Clay on show
- Amy celebrates historical vase design in her reinterpretations
- She leaves visible marks of her making process in her final pieces
- She connects past, present, and future in her work
Amy Jayne Hughes graduated from the School of Material, RCA in London in 2010. She is a ceramicist who digs into vase design from eras past and reinterprets aesthetics for today. Her signature approach is to emphasise the material used underneath. In her work, there is equal respect for historical designs and for clay as a material: Amy preserves historical design achievements in her innovative reimagination of them. Amy's process involves leaving fingerprints in the clay and sticking cardboard-like pieces onto vases. She consciously leaves her playing visible in the final piece, to put the clay material itself on show. By liberating the material from excessive ornamentation and glaze, Amy reclaims the space for clay and opens our eyes to the possibilities for future vase-making.
Discover her work
INTERVIEW
Recently, I have been investigating using a collage-like approach, using enlarged elements of my sketches, and tracing them directly onto clay surfaces. This process has resulted in my truest interpretations yet. The making process has begun to inform the composition, and I enjoy that.

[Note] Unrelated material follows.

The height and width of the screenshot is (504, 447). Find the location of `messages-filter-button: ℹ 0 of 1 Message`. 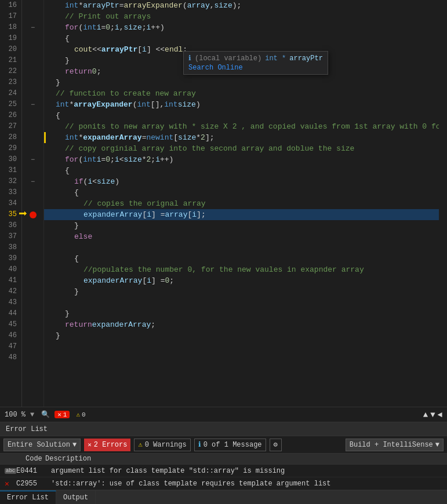

messages-filter-button: ℹ 0 of 1 Message is located at coordinates (230, 445).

It is important to leave traces of material identity on a piece to celebrate its uniqueness. This allows for brushstrokes and dribbles of slip, raw cut and torn edges, exposed joints, and considered application of glaze. When I have been too ‘controlling’, I find that the resulting piece often has a lack of joy in it.
I love observational drawing. It captures true character and style, and brings a different perspective to an object. In traditional sketching, people look at their drawing rather than the subject, so the brain fills in the blanks of what it should look like, and therefore it is not a true representation.
The process has succeeded when the origins of a piece are recognised yet have been freshly interpreted and given a new lease of life, not purely a copy of the original. I would like my work to take important historical ceramic collections to a new audience, finding a new home in contemporary culture for them.